1.3.2. Dealing with Non-Stationarity¶


Linear trends




Non-linear trends

  • For example, population may grow exponentially



Seasonal trends
  • Some series may exhibit seasonal trends

  • For example, weather pattern, employment, inflation, etc.



Combining Linear, Quadratic, and Seasonal Trends

  • Some data may have a combintation of trends


  • One solution is to apply repeated differencing to the series

  • For example, first remove seasonal trend.
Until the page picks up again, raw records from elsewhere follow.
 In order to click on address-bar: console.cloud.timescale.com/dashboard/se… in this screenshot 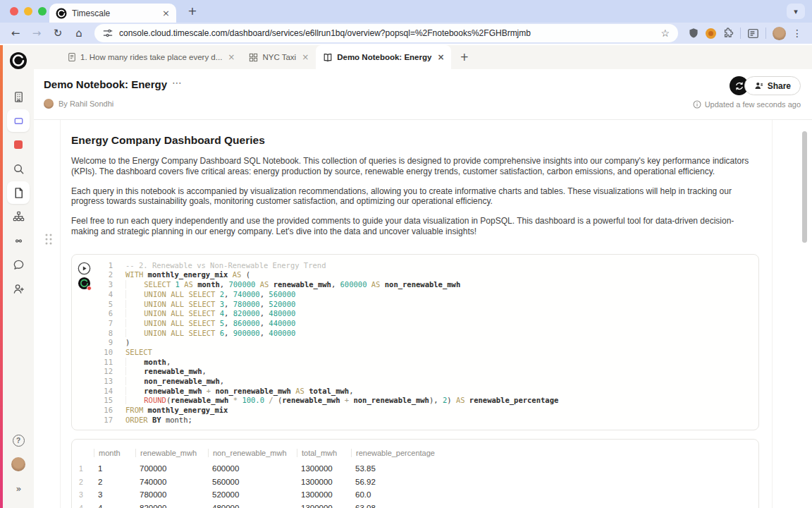, I will do `click(386, 33)`.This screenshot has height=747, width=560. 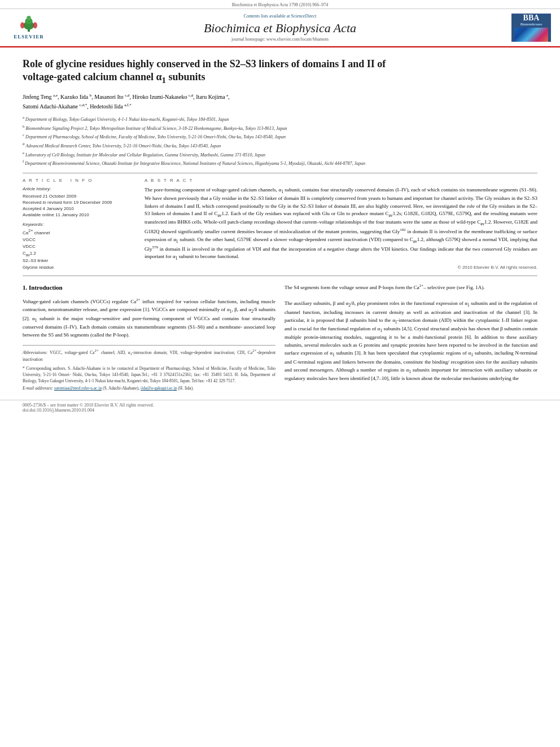 I want to click on email-iida-label: (H. Iida)., so click(x=186, y=388).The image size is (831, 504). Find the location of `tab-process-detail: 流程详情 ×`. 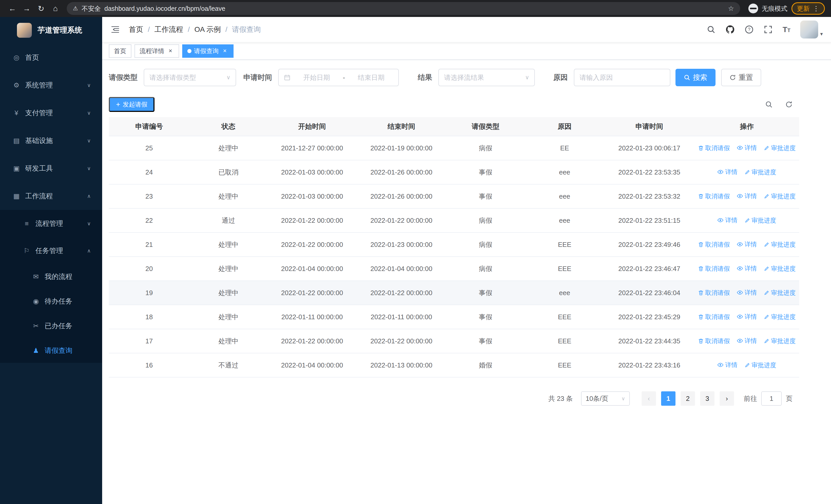

tab-process-detail: 流程详情 × is located at coordinates (157, 51).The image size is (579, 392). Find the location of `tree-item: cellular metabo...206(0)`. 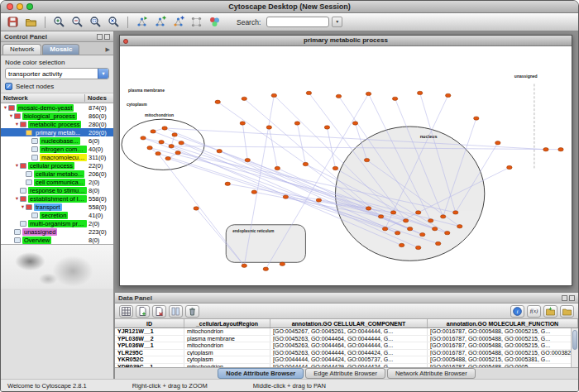

tree-item: cellular metabo...206(0) is located at coordinates (57, 174).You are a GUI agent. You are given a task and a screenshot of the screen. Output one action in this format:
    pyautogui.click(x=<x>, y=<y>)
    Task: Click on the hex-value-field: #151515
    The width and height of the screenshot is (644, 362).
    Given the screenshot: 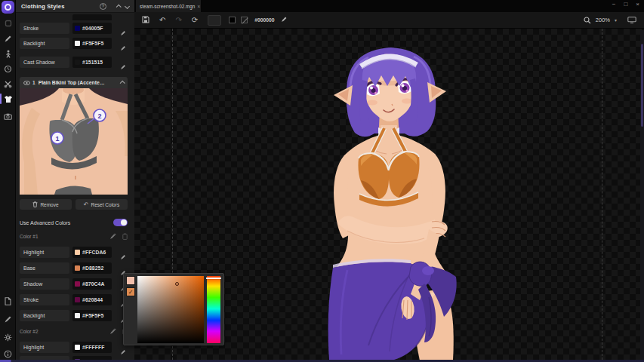 What is the action you would take?
    pyautogui.click(x=92, y=62)
    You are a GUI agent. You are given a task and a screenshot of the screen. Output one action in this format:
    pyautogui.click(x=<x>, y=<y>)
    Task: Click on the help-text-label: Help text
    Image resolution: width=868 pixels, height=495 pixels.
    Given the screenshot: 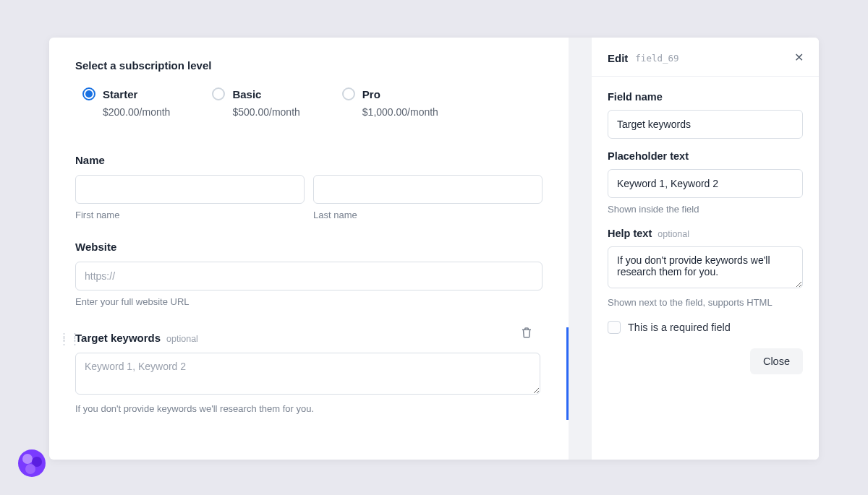 What is the action you would take?
    pyautogui.click(x=629, y=233)
    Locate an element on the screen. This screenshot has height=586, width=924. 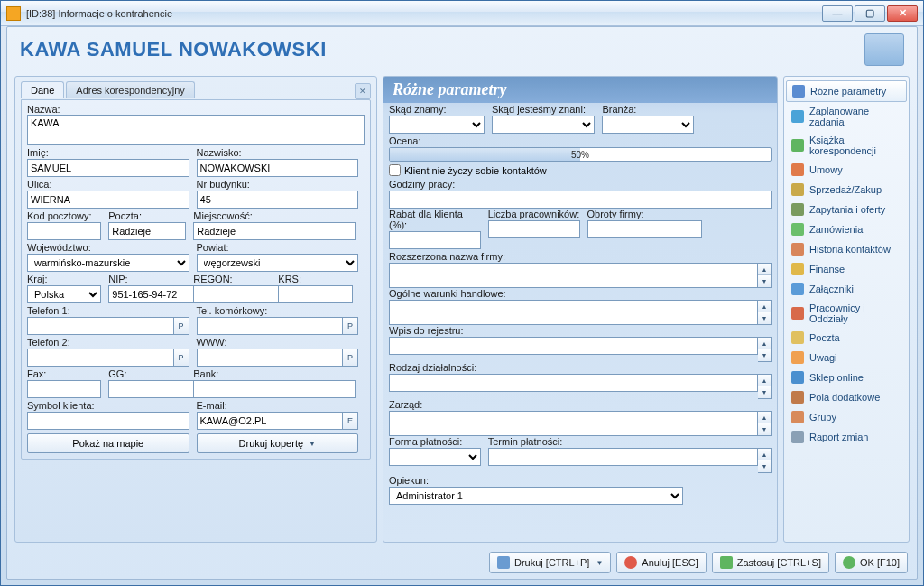
pow-select: węgorzewski is located at coordinates (278, 263). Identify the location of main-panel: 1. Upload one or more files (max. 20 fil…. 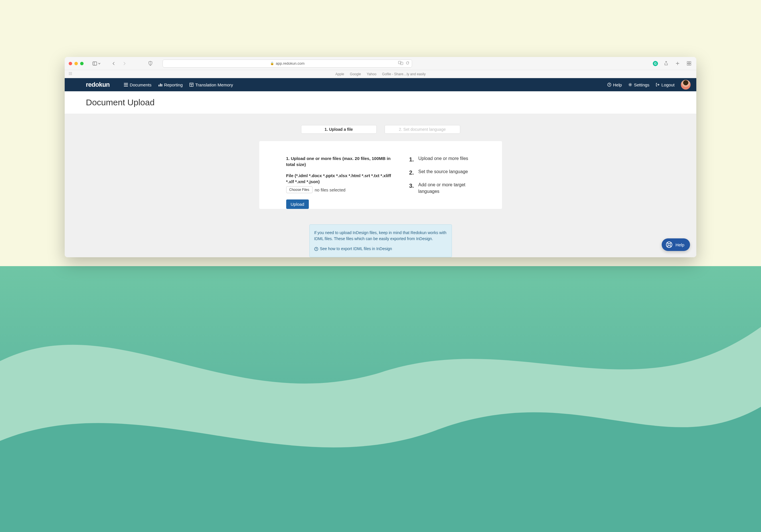
(380, 175).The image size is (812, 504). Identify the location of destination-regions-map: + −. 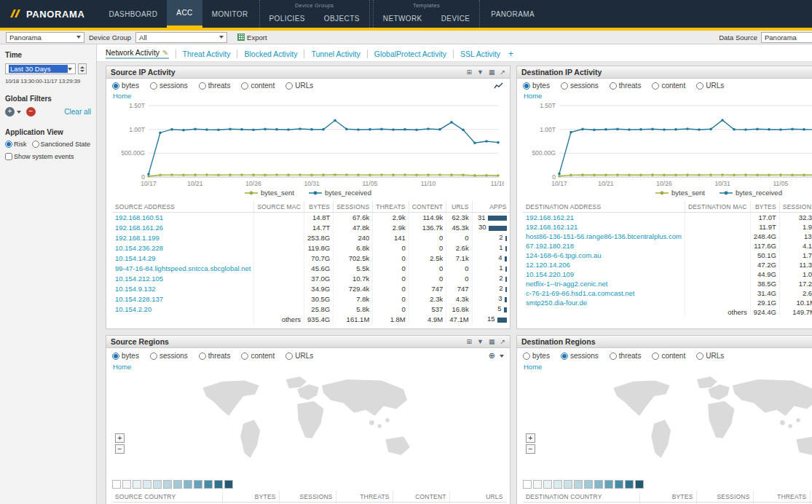
(667, 425).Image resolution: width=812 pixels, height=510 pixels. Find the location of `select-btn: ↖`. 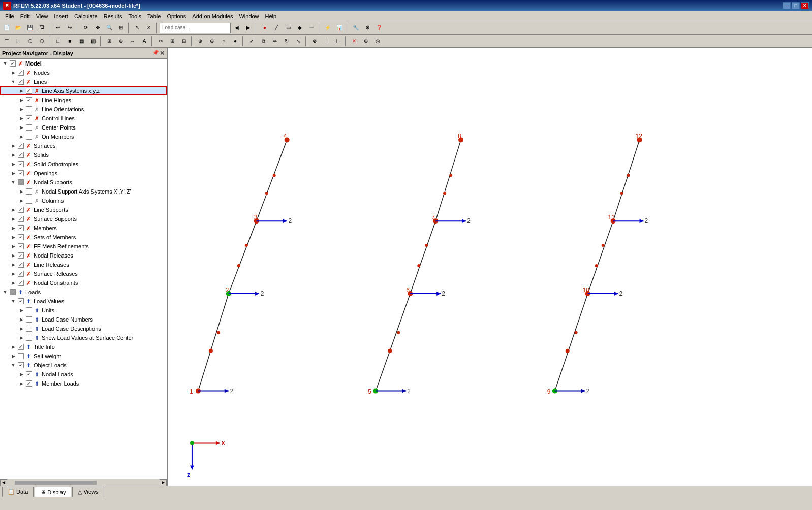

select-btn: ↖ is located at coordinates (137, 28).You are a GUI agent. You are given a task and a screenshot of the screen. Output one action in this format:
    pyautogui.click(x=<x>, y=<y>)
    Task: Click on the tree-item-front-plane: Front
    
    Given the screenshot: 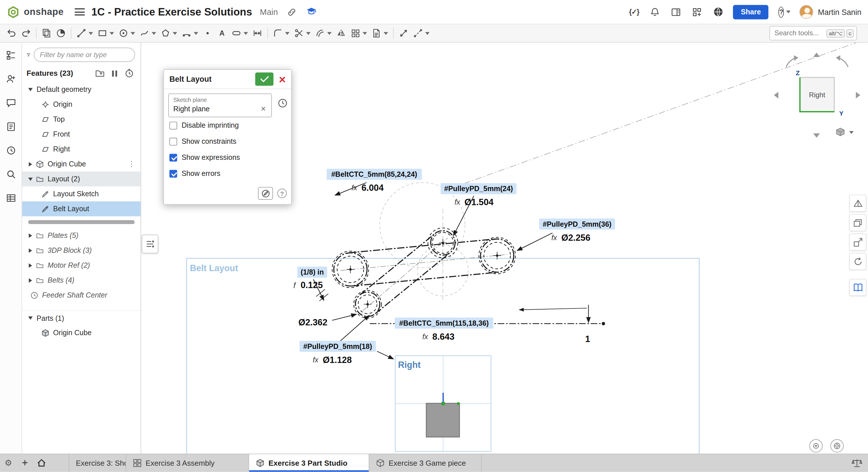 What is the action you would take?
    pyautogui.click(x=82, y=134)
    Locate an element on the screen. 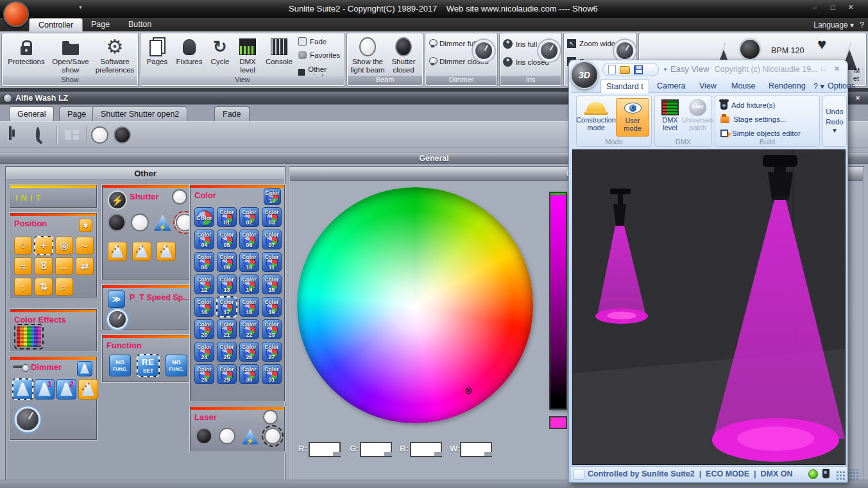 The image size is (868, 488). color-preset-button-24: Color24 is located at coordinates (204, 351).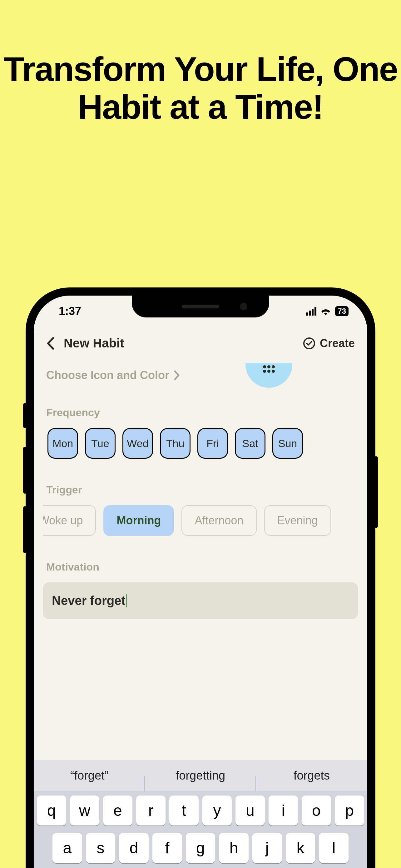 The image size is (401, 868). I want to click on key-r: r, so click(151, 811).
Then remove linear trend

  • Inspect model fit by examining residuals Q-Q plot

  • Anternatively, include both linear and cyclical trend terms into the model


\begin{align*} Y_t &= \beta_1 + \beta_2 Y_{t-1} \\ &+ \beta_3 t + \beta_4 t^{\beta_5} \\ &+ \beta_6 \sin \frac{2\pi}{s}t + \beta_7 \cos \frac{2\pi}{s}t \\ &+ u_t \end{align*}

1.4. Time-Series Data¶

(almost) all the data coming from manufacturing environment are time-series data

  • sensor data,
  • process times,
  • material measurement,
  • equipment maintenance history,
  • image data, etc.

Manufacturing application is about one of the following:

  • prediction of time-series values
  • anomaly detection on time-series data
  • classification of time-series values
  • metrology and inspection

1.4.1. Definition of time-series¶


$$x: T \rightarrow \mathbb{R}^n \;\; \text{where}\;\; T=\{\cdots, t_{-2},t_{-1},t_0,t_1,t_2, \cdots \}$$


Example: material measurements: when $n=3$


$$x(t) = \begin{bmatrix} \text{average thickness}(t)\\ \text{thickness variance}(t)\\ \text{resistivity}(t) \end{bmatrix} $$


1.4.2. Supervised and Unsupervised Learning for Time-series¶

For supervised learning, we define two time series


$$x: T \rightarrow \mathbb{R}^n \;\; \text{and} \;\; y: T \rightarrow \mathbb{R}^m$$


Supervised time-series learning:


$$ \begin{align*} \text{predict} \quad &y(t_k) \\ \text{given} \quad & x(t_k), x(t_{k-1}), \cdots \;\, \text{and} \;\, y(t_{k-1}), y(t_{k-2}), \cdots \end{align*} $$


Unsupervised time-series anomaly detection

  • Find time segment that is considerably differnt from the rest

$$ \begin{align*} \text{find} \quad & k^* \\ \text{such that} \quad & x(t_k) |_{k=k^*}^{k^*+s} \;\; \text{is significantly different from} \;\, x(t_k) |_{k=-\infty}^{\infty} \end{align*} $$

1.5. Markov Process¶

1.5.1. Sequential Processes¶

  • Most classifiers ignored the sequential aspects of data

  • Consider a system which can occupy one of $N$ discrete states or categories $q_t \in \{S_1,S_2,\cdots,S_N\}$

  • We are interested in stochastic systems, in which state evolution is random

  • Any joint distribution can be factored into a series of conditional distributions


$$p(q_0,q_1,\cdots,q_T ) = p(q_0) \; p(q_1 \mid q_0) \; p( q_2 \mid q_1 q_0 ) \; p( q_3 \mid q_2 q_1 q_0 ) \cdots$$


Amost impossible to compute !!

$$p(q_0,q_1,\cdots,q_T ) = p(q_0) \; p(q_1 \mid q_0) \; p( q_2 \mid q_1 ) \; p( q_3 \mid q_2 ) \cdots$$


Possible and tractable !!

1.5.2. Markov Process¶

  • (Assumption) for a Markov process, the next state depends only on the current state:

$$ p(q_{t+1} \mid q_t,\cdots,q_0) = p(q_{t+1} \mid q_t)$$

  • More clearly

$$ p(q_{t+1} = s_j \mid q_t = s_i) = p(q_{t+1} = s_j \mid q_t = s_i,\; \text{any earlier history})$$


  • Given current state, the past does not matter
  • The state captures all relevant information from the history
  • The state is a sufficient statistic of the future

1.5.3. State Transition Matrix¶

For a Markov state $s$ and successor state $s'$, the state transition probability is defined by


$$ P_{ss'} = P \left[S_{t+1} = s' \mid S_t = s \right] $$


State transition matrix $P$ defines transition probabilities from all states $s$ to all successor states $s'$.